The church’s problems extended beyond the sex abuse allegations. In 2011, Apuron had signed a deed restriction allowing a valuable piece of property in Yona to be held indefinitely by the Redemptoris Mater Seminary. This was done over the objections of the archdiocese finance counsel, a group Apuron later dissolved. Hon said the pope ordered Apuron to rescind the deed restriction more than once, but Apuron refused.
Even as Apuron is facing a canonical trial in Rome, he still has loyal followers on the island. Many were, like Apuron, followers of the Neocatechumenal Way, an organization within the Catholic church that had been at odds with traditional Catholics on the island.
The discord led to Samoan students being withdrawn from the seminary, and the Carmelite nuns left the island.
Eventually, many of Apuron’s actions were rescinded, including the seminary deed restriction. Popular priests he’d removed were reinstated. In November, Coadjutor Archbishop Michael Jude Byrnes was named as Apuron’s successor, and he called on the community to begin healing.
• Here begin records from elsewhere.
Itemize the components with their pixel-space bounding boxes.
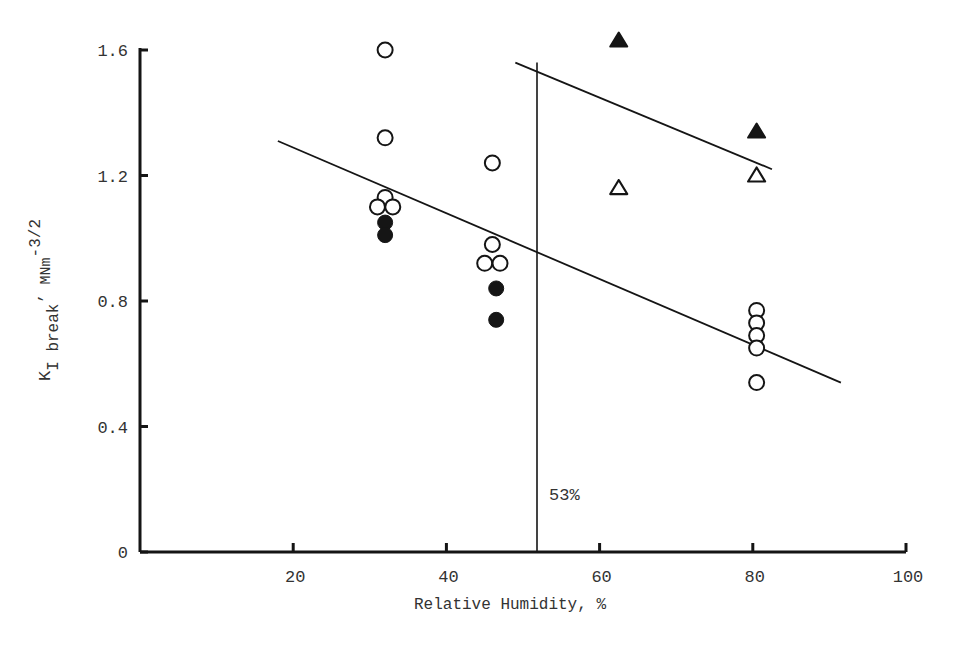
open-triangle-marker — [748, 168, 765, 182]
y-axis-title: KI break’ MNm-3/2 — [27, 219, 63, 381]
x-tick-label: 20 — [285, 568, 305, 587]
open-circle-marker — [493, 256, 508, 271]
x-tick-label: 80 — [745, 568, 765, 587]
filled-triangle-marker — [748, 124, 765, 138]
x-tick-label: 40 — [438, 568, 458, 587]
open-circle-marker — [477, 256, 492, 271]
open-circle-marker — [378, 43, 393, 58]
open-circle-marker — [485, 155, 500, 170]
trend-line — [515, 63, 772, 170]
y-tick-label: 1.2 — [97, 168, 128, 187]
open-circle-marker — [749, 375, 764, 390]
open-circle-marker — [370, 199, 385, 214]
open-circle-marker — [385, 199, 400, 214]
y-tick-label: 0 — [118, 544, 128, 563]
open-circle-marker — [485, 237, 500, 252]
x-axis-title: Relative Humidity, % — [414, 596, 606, 614]
open-triangle-marker — [610, 180, 627, 194]
threshold-label: 53% — [549, 486, 580, 505]
filled-circle-marker — [489, 281, 504, 296]
chart: 00.40.81.21.620406080100Relative Humidit… — [0, 0, 976, 654]
filled-circle-marker — [378, 228, 393, 243]
x-tick-label: 60 — [591, 568, 611, 587]
filled-triangle-marker — [610, 33, 627, 47]
open-circle-marker — [378, 130, 393, 145]
x-tick-label: 100 — [893, 568, 924, 587]
open-circle-marker — [749, 341, 764, 356]
y-tick-label: 0.4 — [97, 419, 128, 438]
filled-circle-marker — [489, 312, 504, 327]
y-tick-label: 1.6 — [97, 42, 128, 61]
y-tick-label: 0.8 — [97, 293, 128, 312]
Thanks Sylvia for your information. A thought struck me while reading this really sad history – would the church not be further off concentrating on the spiritual well-being of it’s flock, than resorting to manipulating these temporal matters?
I guess it’s now Canada’s turn, huh? South America got Jose Silva, so now we get a prize in return. Mike.
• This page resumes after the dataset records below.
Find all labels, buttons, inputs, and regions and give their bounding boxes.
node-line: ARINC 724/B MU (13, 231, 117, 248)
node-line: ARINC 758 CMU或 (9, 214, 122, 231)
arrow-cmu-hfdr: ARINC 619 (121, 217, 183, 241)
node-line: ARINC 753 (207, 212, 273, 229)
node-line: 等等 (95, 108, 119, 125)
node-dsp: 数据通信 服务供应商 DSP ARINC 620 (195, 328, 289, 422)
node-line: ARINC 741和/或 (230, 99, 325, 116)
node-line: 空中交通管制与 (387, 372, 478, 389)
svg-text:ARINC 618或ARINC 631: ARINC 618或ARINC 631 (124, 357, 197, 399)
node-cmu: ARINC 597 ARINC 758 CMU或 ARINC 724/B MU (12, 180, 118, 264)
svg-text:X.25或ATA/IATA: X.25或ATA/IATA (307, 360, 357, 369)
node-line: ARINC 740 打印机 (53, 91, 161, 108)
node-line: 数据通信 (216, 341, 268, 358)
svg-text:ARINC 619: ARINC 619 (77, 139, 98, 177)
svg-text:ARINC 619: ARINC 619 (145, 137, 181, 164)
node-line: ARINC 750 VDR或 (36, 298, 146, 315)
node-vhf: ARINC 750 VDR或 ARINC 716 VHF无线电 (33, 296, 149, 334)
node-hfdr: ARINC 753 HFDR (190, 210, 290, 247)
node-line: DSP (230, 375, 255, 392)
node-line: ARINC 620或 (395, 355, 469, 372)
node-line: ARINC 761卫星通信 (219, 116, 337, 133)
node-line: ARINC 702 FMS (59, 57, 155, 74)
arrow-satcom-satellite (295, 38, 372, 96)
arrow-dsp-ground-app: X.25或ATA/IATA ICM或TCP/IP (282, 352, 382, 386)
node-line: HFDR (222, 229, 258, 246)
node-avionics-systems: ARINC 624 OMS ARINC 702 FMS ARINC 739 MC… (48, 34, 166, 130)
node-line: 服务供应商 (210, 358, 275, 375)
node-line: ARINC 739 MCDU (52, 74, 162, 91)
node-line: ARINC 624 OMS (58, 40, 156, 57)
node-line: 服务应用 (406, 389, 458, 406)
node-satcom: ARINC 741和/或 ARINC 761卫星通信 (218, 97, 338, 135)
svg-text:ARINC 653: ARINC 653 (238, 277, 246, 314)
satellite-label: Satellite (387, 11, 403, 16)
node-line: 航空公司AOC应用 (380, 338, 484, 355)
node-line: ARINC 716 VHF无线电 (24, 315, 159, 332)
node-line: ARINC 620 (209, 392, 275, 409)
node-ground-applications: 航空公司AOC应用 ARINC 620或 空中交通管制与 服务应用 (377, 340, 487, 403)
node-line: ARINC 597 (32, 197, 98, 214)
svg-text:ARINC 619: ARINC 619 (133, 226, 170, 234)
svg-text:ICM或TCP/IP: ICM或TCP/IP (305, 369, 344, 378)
Right you are Mile, on both counts.
Mike, it seems the only good parody with this one is that of the Black pot, calling the Black pot Black- and later saying it was a different kind of Black.
1AS – as sad and terrible as this is, I am laughing in my corn flakes over your comment! Thank you!! You are right on the money! Mike.
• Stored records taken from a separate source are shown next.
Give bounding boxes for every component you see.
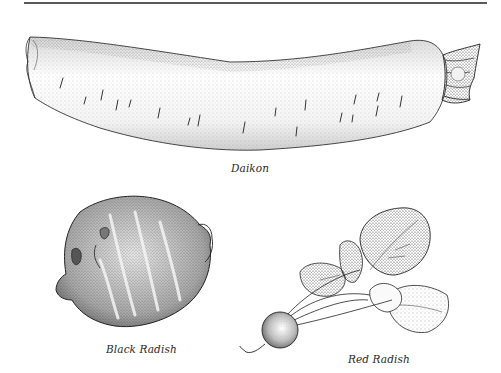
- illustration-canvas: [0, 0, 501, 373]
- daikon-crown: [442, 44, 480, 103]
- caption-daikon: Daikon: [231, 162, 269, 174]
- red-radish-illustration: [240, 208, 449, 353]
- caption-red-radish: Red Radish: [348, 353, 410, 365]
- black-radish-illustration: [56, 196, 213, 326]
- daikon-illustration: [26, 37, 480, 150]
- caption-black-radish: Black Radish: [106, 343, 177, 355]
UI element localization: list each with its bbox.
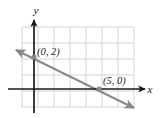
y-axis-label: y xyxy=(33,4,39,16)
point-label-0-2: (0, 2) xyxy=(37,46,60,58)
coordinate-plane-svg: y x (0, 2) (5, 0) xyxy=(0,0,160,118)
point-label-5-0: (5, 0) xyxy=(103,75,126,87)
graph-figure: y x (0, 2) (5, 0) xyxy=(0,0,160,118)
x-axis-label: x xyxy=(147,83,153,95)
grid-lines xyxy=(22,27,134,107)
point-marker-5-0 xyxy=(96,86,101,91)
point-marker-0-2 xyxy=(31,54,36,59)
St.Paul’s, Ottawa is a renowned center for pursuing Canon Law studies. I suggest that this venue may well be used to ‘park’ clergy who have issues with their diocese or religious order/congregation.
If they are foreign nationals then immigration needs to thoroughly check their backgrounds to determine the truth behind applications to study in Canada or elsewhere. We cannot take the risk of having clergy enter the jurisdiction under false pretenses.